Several well-known Kiwi personalities have voiced their opposition to the Immigration Amendment Bill in a video released on You Tube.
The clip, entitled "We are better than that", includes comedians Jeremy Elwood, Michele A'Court and Oscar Kightley, musician Dave Dobbyn and arts curator and social commentator Hamish Keith.
The Immigration Amendment Bill, which earlier this year passed its first vote and has gone before select committee, will see an arrival of more than 10 asylum seekers defined as a "mass arrival", with mandatory detention for mass arrivals for up to six months.
It will limit the group of people refugees can apply for in a family reunification application to "immediate family", grant authorities greater powers to suspend processing of refugees and make it more difficult for refugees to have their asylum claims reviewed.
Journalist and ex-Herald columnist Tracey Barnett is behind the group "We are better than that" which is calling for a public discussion on the bill.
"For the first time, New Zealand is proposing a law that would lock up boat-arriving asylum seekers.
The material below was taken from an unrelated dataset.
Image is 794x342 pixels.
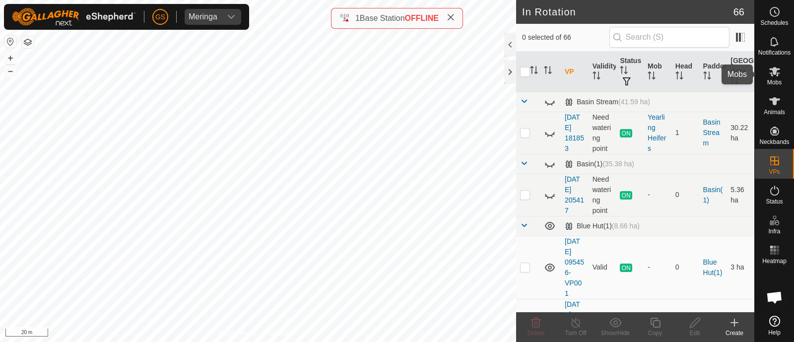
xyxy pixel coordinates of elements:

The irony - in modern history, New Zealand has never had a boat arrival of asylum seekers," the group's Facebook page reads.
"Mandatory detention has had disastrous results for Australia - suicides, depression, detainees burning their camps in despair. Not so in this country.
"New Zealand has always allowed the very small numbers who do make it here by plane to wait in the community until their case is decided, with few exceptions. Only about 125 asylum seekers get to stay in New Zealand, of the roughly 300 that apply each year. We have always honoured the UN Conventions that promise we won't treat those running for their lives like criminals - until now."
Immigration Minister Nathan Guy has defended the bill, telling Parliament in May that although New Zealand has never had a "mass arrival" of asylum seekers, the law change will enable the country to act if it ever occurred.